Leaves of Grass


Page 4 of 72



Old Salt Kossabone

The Dead Tenor

Continuities

Yonnondio

Life

"Going Somewhere"

Small the Theme of My Chant

True Conquerors

The United States to Old World Critics

The Calming Thought of All

Thanks in Old Age

Life and Death

The Voice of the Rain

Soon Shall the Winter's Foil Be Here

While Not the Past Forgetting

The Dying Veteran

Stronger Lessons

A Prairie Sunset

Twenty Years

Orange Buds by Mail from Florida

Twilight

You Lingering Sparse Leaves of Me

Not Meagre, Latent Boughs Alone

The Dead Emperor

As the Greek's Signal Flame

The Dismantled Ship

Now Precedent Songs, Farewell

An Evening Lull

Old Age's Lambent Peaks

After the Supper and Talk


BOOKXXXV. GOOD-BYE MY FANCY

Lingering Last Drops

Good-Bye My Fancy

On, on the Same, Ye Jocund Twain!

MY 71st Year

Apparitions

The Pallid Wreath

An Ended Day

Old Age's Ship & Crafty Death's

To the Pending Year

Shakspere-Bacon's Cipher

Long, Long Hence

Bravo, Paris Exposition!

Interpolation Sounds

To the Sun-Set Breeze

Old Chants

A Christmas Greeting

Sounds of the Winter

A Twilight Song

When the Full-Grown Poet Came

Osceola

A Voice from Death

A Persian Lesson

The Commonplace

"The Rounded Catalogue Divine Complete"

Mirages

L. of G.'s Purport

The Unexpress'd

Grand Is the Seen

Unseen Buds

Good-Bye My Fancy!










BOOK I. INSCRIPTIONS





One's-Self I Sing

  One's-self I sing, a simple separate person,
  Yet utter the word Democratic, the word En-Masse.

  Of physiology from top to toe I sing,
  Not physiognomy alone nor brain alone is worthy for the Muse, I say
      the Form complete is worthier far,
  The Female equally with the Male I sing.

  Of Life immense in passion, pulse, and power,
  Cheerful, for freest action form'd under the laws divine,
  The Modern Man I sing.





As I Ponder'd in Silence

  As I ponder'd in silence,
  Returning upon my poems, considering, lingering long,
  A Phantom arose before me with distrustful aspect,
  Terrible in beauty, age, and power,
  The genius of poets of old lands,
  As to me directing like flame its eyes,
  With finger pointing to many immortal songs,
  And menacing voice, What singest thou? it said,
  Know'st thou not there is but one theme for ever-enduring bards?
  And that is the theme of War, the fortune of battles,
  The making of perfect soldiers.

  Be it so, then I answer'd,
  I too haughty Shade also sing war, and a longer and greater one than any,
  Waged in my book with varying fortune, with flight, advance
      and retreat, victory deferr'd and wavering,
  (Yet methinks certain, or as good as certain, at the last,) the
      field the world,
  For life and death, for the Body and for the eternal Soul,
  Lo, I too am come, chanting the chant of battles,
  I above all promote brave soldiers.





In Cabin'd Ships at Sea

  In cabin'd ships at sea,
  The boundless blue on every side expanding,
  With whistling winds and music of the waves, the large imperious waves,
  Or some lone bark buoy'd on the dense marine,
  Where joyous full of faith, spreading white sails,
  She cleaves the ether mid the sparkle and the foam of day, or under
      many a star at night,
  By sailors young and old haply will I, a reminiscence of the land, be read,
  In full rapport at last.

  Here are our thoughts, voyagers' thoughts,
  Here not the land, firm land, alone appears, may then by them be said,
  The sky o'erarches here, we feel the undulating deck beneath our feet,
  We feel the long pulsation, ebb and flow of endless motion,
  The tones of unseen mystery, the vague and vast suggestions of the
      briny world, the liquid-flowing syllables,
  The perfume, the faint creaking of the cordage, the melancholy rhythm,
  The boundless vista and the horizon far and dim are all here,
  And this is ocean's poem.

  Then falter not O book, fulfil your destiny,
  You not a reminiscence of the land alone,
  You too as a lone bark cleaving the ether, purpos'd I know not
      whither, yet ever full of faith,
  Consort to every ship that sails, sail you!
  Bear forth to them folded my love, (dear mariners, for you I fold it
      here in every leaf;)
  Speed on my book! spread your white sails my little bark athwart the
      imperious waves,
  Chant on, sail on, bear o'er the boundless blue from me to every sea,
  This song for mariners and all their ships.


__EXERCISE DETAILS__: Taking the material as a whole, state how many of its lines contain "pixels". Write the number and nothing more.

__DATASET EXCERPTS__:
# # #

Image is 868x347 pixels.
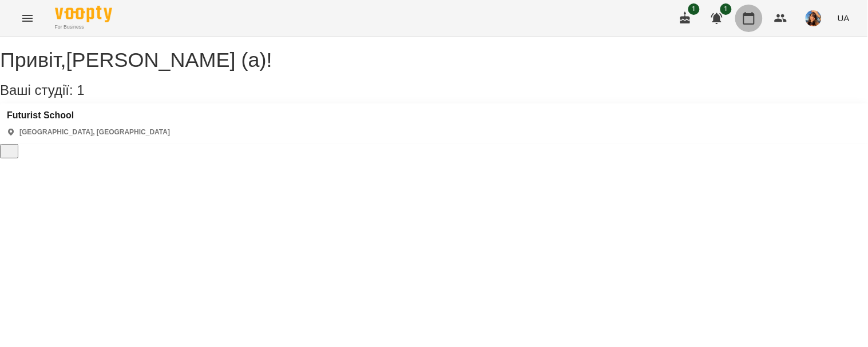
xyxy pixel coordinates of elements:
button: Menu [14,4,41,32]
span: 1 [720,4,732,15]
img: Voopty Logo [55,6,112,22]
button: UA [832,7,854,29]
span: UA [838,12,849,24]
span: For Business [55,24,112,31]
img: a3cfe7ef423bcf5e9dc77126c78d7dbf.jpg [805,10,821,27]
span: 1 [688,4,699,15]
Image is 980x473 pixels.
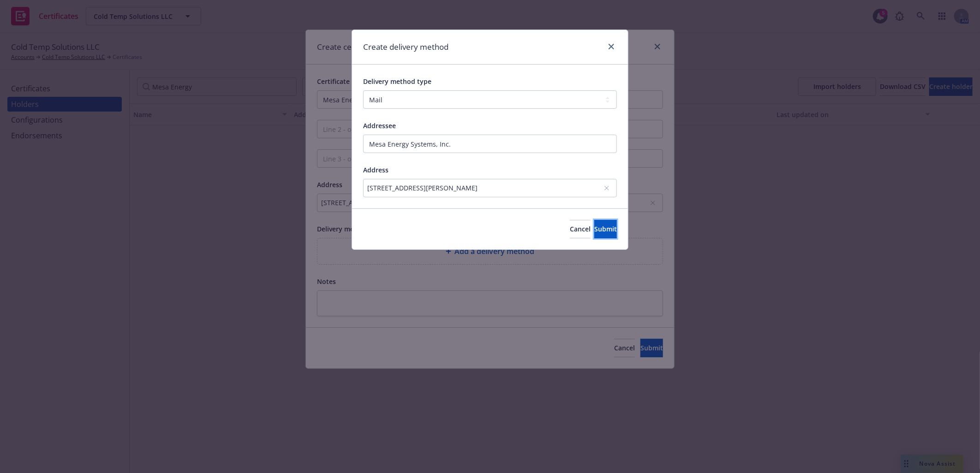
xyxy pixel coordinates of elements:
[594,224,617,233] span: Submit
[363,179,617,197] button: [STREET_ADDRESS][PERSON_NAME]
[363,121,396,130] span: Addressee
[569,224,590,233] span: Cancel
[363,77,431,86] span: Delivery method type
[367,183,604,193] div: [STREET_ADDRESS][PERSON_NAME]
[594,220,617,238] button: Submit
[606,41,617,52] a: close
[363,166,388,174] span: Address
[569,220,590,238] button: Cancel
[363,41,448,53] h1: Create delivery method
[363,134,617,153] input: Addressee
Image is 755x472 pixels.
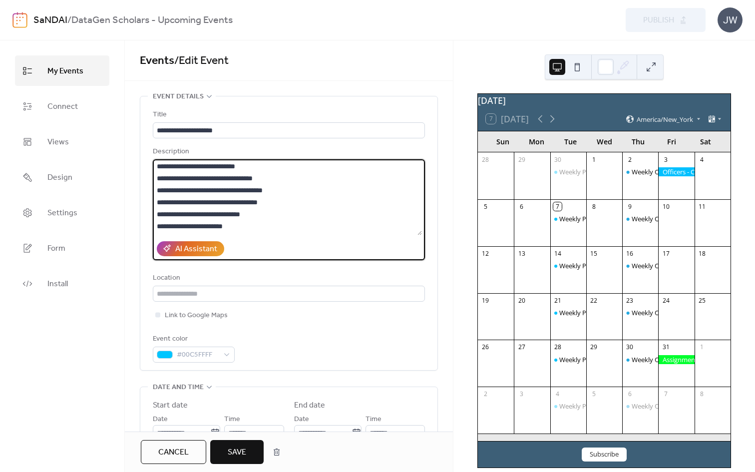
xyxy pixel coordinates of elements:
div: 29 [517,155,526,164]
div: 11 [698,202,706,211]
div: Sat [689,131,723,152]
div: 4 [553,390,562,398]
div: Mon [520,131,554,152]
div: 5 [481,202,490,211]
a: SaNDAI [33,11,67,30]
a: Form [15,233,109,263]
div: 23 [626,296,634,305]
div: 26 [481,343,490,352]
div: 12 [481,249,490,258]
b: / [67,11,71,30]
div: 16 [626,249,634,258]
div: 29 [590,343,598,352]
div: 7 [662,390,670,398]
button: Subscribe [582,447,627,461]
div: 2 [626,155,634,164]
div: Start date [153,399,188,411]
div: Weekly Office Hours [622,355,658,364]
div: 2 [481,390,490,398]
div: 31 [662,343,670,352]
div: 14 [553,249,562,258]
button: Save [210,440,264,464]
div: 27 [517,343,526,352]
div: 10 [662,202,670,211]
div: Weekly Office Hours [622,308,658,317]
div: 30 [553,155,562,164]
div: Weekly Office Hours [622,214,658,223]
div: 22 [590,296,598,305]
div: Event color [153,333,233,345]
div: 17 [662,249,670,258]
div: Weekly Program Meeting [550,214,586,223]
div: AI Assistant [175,243,217,255]
div: Weekly Program Meeting [550,401,586,410]
div: Weekly Program Meeting - Ethical AI Debate [550,261,586,270]
span: Form [47,241,65,256]
a: Connect [15,91,109,121]
div: 4 [698,155,706,164]
div: Weekly Office Hours [622,401,658,410]
span: Event details [153,91,204,103]
div: 3 [517,390,526,398]
span: America/New_York [637,116,693,122]
div: 28 [481,155,490,164]
div: Title [153,109,423,121]
div: Weekly Office Hours [632,261,692,270]
div: 6 [517,202,526,211]
div: End date [294,399,326,411]
span: / Edit Event [174,50,229,72]
img: logo [12,12,27,28]
span: Cancel [158,446,189,458]
span: #00C5FFFF [177,349,219,361]
div: Weekly Program Meeting [559,355,634,364]
div: 8 [590,202,598,211]
div: Weekly Office Hours [632,355,692,364]
div: Weekly Program Meeting [550,355,586,364]
div: Description [153,146,423,158]
span: My Events [47,63,83,79]
span: Save [228,446,246,458]
span: Views [47,134,69,150]
span: Settings [47,205,77,221]
div: 13 [517,249,526,258]
div: Weekly Office Hours [632,401,692,410]
div: 1 [698,343,706,352]
div: Weekly Program Meeting - Kahoot [550,167,586,176]
span: Design [47,170,72,185]
div: Weekly Program Meeting [559,214,634,223]
div: Weekly Program Meeting - Ethical AI Debate [559,261,690,270]
span: Date and time [153,382,204,393]
div: 6 [626,390,634,398]
a: Events [140,50,174,72]
div: 3 [662,155,670,164]
a: Design [15,162,109,192]
div: Weekly Office Hours [632,167,692,176]
a: Settings [15,197,109,228]
div: Sun [486,131,520,152]
span: Date [153,413,168,425]
div: Weekly Program Meeting [559,401,634,410]
div: Weekly Office Hours [632,214,692,223]
a: Install [15,268,109,299]
button: AI Assistant [157,241,224,256]
div: 25 [698,296,706,305]
b: DataGen Scholars - Upcoming Events [71,11,233,30]
div: 9 [626,202,634,211]
div: Weekly Program Meeting - AI-Powered Brainstorm [559,308,709,317]
div: Weekly Office Hours [622,167,658,176]
div: Location [153,272,423,284]
div: 15 [590,249,598,258]
div: Wed [587,131,621,152]
a: Cancel [141,440,206,464]
span: Connect [47,99,78,114]
span: Date [294,413,309,425]
div: Weekly Office Hours [632,308,692,317]
div: 1 [590,155,598,164]
span: Time [224,413,240,425]
div: 19 [481,296,490,305]
a: My Events [15,55,109,86]
span: Link to Google Maps [165,310,228,322]
div: Assignment Due: DataCamp Certifications [658,355,694,364]
span: Time [366,413,382,425]
div: 20 [517,296,526,305]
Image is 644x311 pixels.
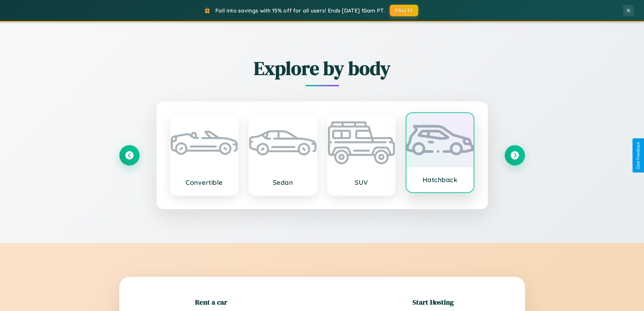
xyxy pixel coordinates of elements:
[390,5,418,16] button: FALL15
[413,175,467,183] h3: Hatchback
[120,55,525,81] h2: Explore by body
[335,178,388,186] h3: SUV
[215,7,385,14] span: Fall into savings with 15% off for all users! Ends [DATE] 10am PT.
[256,178,310,186] h3: Sedan
[636,142,641,169] div: Give Feedback
[413,297,454,307] h2: Start Hosting
[178,178,231,186] h3: Convertible
[195,297,227,307] h2: Rent a car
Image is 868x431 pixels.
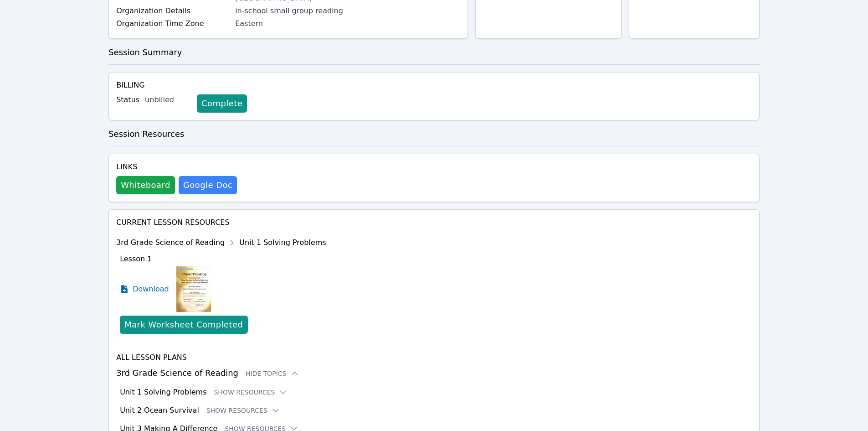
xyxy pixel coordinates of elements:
button: Mark Worksheet Completed [120,315,247,334]
div: Eastern [235,18,460,29]
h4: Links [116,161,237,173]
a: Download [120,266,169,312]
button: Whiteboard [116,176,175,194]
button: Show Resources [214,387,287,397]
h3: Unit 1 Solving Problems [120,387,206,398]
button: Hide Topics [246,369,299,378]
h4: Billing [116,80,752,91]
button: Show Resources [206,406,280,415]
label: Status [116,94,139,105]
div: 3rd Grade Science of Reading Unit 1 Solving Problems [116,236,326,250]
label: Organization Details [116,6,230,17]
div: Mark Worksheet Completed [125,318,243,331]
h3: 3rd Grade Science of Reading [116,367,752,380]
h3: Session Summary [109,46,759,59]
span: Download [133,283,169,294]
h4: All Lesson Plans [116,352,752,363]
h3: Unit 2 Ocean Survival [120,405,199,416]
h4: Current Lesson Resources [116,217,752,228]
a: Google Doc [179,176,237,194]
div: unbilled [145,94,190,105]
h3: Session Resources [109,127,759,141]
img: Lesson 1 [177,266,211,312]
a: Complete [197,94,247,113]
label: Organization Time Zone [116,18,230,29]
div: in-school small group reading [235,6,460,17]
span: Lesson 1 [120,254,152,263]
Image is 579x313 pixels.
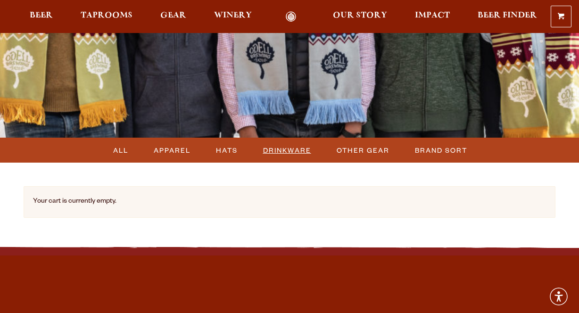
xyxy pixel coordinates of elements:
[409,11,456,22] a: Impact
[113,143,128,157] span: ALL
[30,12,53,19] span: Beer
[160,12,186,19] span: Gear
[148,143,195,157] a: APPAREL
[263,143,311,157] span: DRINKWARE
[333,12,387,19] span: Our Story
[75,11,139,22] a: Taprooms
[415,143,468,157] span: BRAND SORT
[24,11,59,22] a: Beer
[273,11,309,22] a: Odell Home
[154,143,191,157] span: APPAREL
[549,286,570,307] div: Accessibility Menu
[415,12,450,19] span: Impact
[216,143,238,157] span: HATS
[24,186,556,218] div: Your cart is currently empty.
[478,12,537,19] span: Beer Finder
[337,143,390,157] span: OTHER GEAR
[472,11,544,22] a: Beer Finder
[258,143,316,157] a: DRINKWARE
[410,143,472,157] a: BRAND SORT
[108,143,133,157] a: ALL
[214,12,252,19] span: Winery
[81,12,133,19] span: Taprooms
[327,11,394,22] a: Our Story
[210,143,243,157] a: HATS
[208,11,258,22] a: Winery
[154,11,193,22] a: Gear
[331,143,394,157] a: OTHER GEAR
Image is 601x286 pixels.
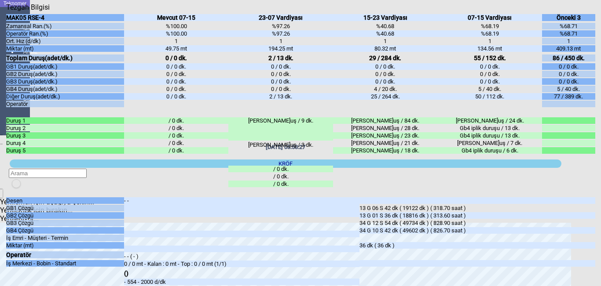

# # #

__RESULT__: 7